To understand the "mix of human and systemic failures" that President Obama admitted Tuesday, you need only read the transcript of Monday's State Department news briefing. Mr. Abdulmutallab's father walked into the U.S. Embassy in Abujah, Nigeria, on Nov. 19 to express concern about his son. The prominent Nigerian banker told officials that his son had disappeared in Yemen, had become radicalized in Islam and severed all ties with the family. The next day that information was sent in a cable to the National Counterterrorism Center, which is the central repository for terrorism information. While that agency put Mr. Abdulmutallab's name on the vast (and seemingly inconsequential) terrorist watch list, it didn't believe that the information provided by the father was enough to hoist the son onto the "no-fly" or "selectee" list.
This might make sense were it not for a key fact that was there for all to see, but that State failed to call attention to: The would-be bomber had been issued a two-year visa to enter the United States in June 2008. "Anybody who went in to input that information [in a government database] would see that he had a visa from Embassy London," said State's spokesman, Ian Kelly. Yet no one did.

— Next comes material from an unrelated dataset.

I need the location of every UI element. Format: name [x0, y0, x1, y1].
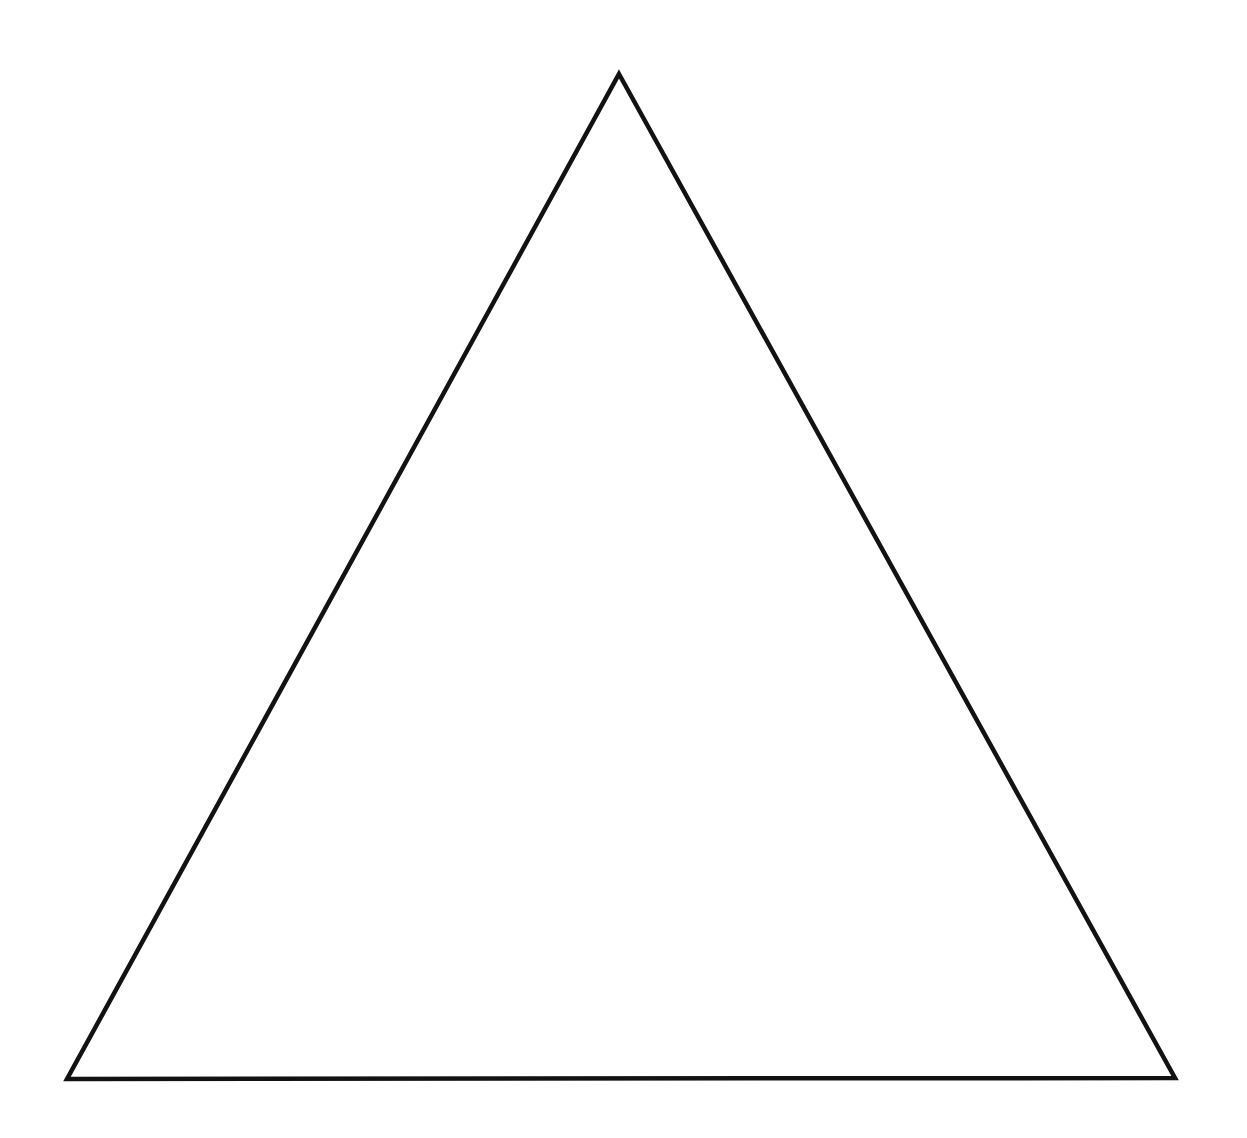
figure-svg-canvas [0, 0, 1247, 1138]
drawing-canvas: Triangle Outline Drawing A single large … [0, 0, 1247, 1138]
canvas-background [0, 0, 1247, 1138]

There was also the fact that the British government had denied a visa to Mr. Abdulmutallab in May and placed him on its watch list. British Home Secretary Alan Johnson said that U.S. officials should have been told that and believes they were. But again, the NCTC officials deciding on Mr. Abdulmutallab's status apparently lacked that information.
The failure of the NCTC tripwire was not the only one that allowed Mr. Abdulmutallab to board Flight 253. Having disappeared in Yemen over the summer, he turned up on Dec. 16 in Accra, Ghana, where he bought his Lagos-Amsterdam-Detroit ticket -- with cash. That, and the fact that he checked in without luggage, should have flagged him for further screening at the Lagos airport before his Dec. 24 flight to Amsterdam, and again when he transferred in Amsterdam for the Detroit flight. It didn't.
"It's essential that we diagnose the problems quickly," Mr. Obama said Tuesday. The president said he wants a preliminary report on the use of detection equipment and the gaps in information-sharing by Thursday. That's a fast turnaround -- but it's also more than enough time. The failures are there for all to see.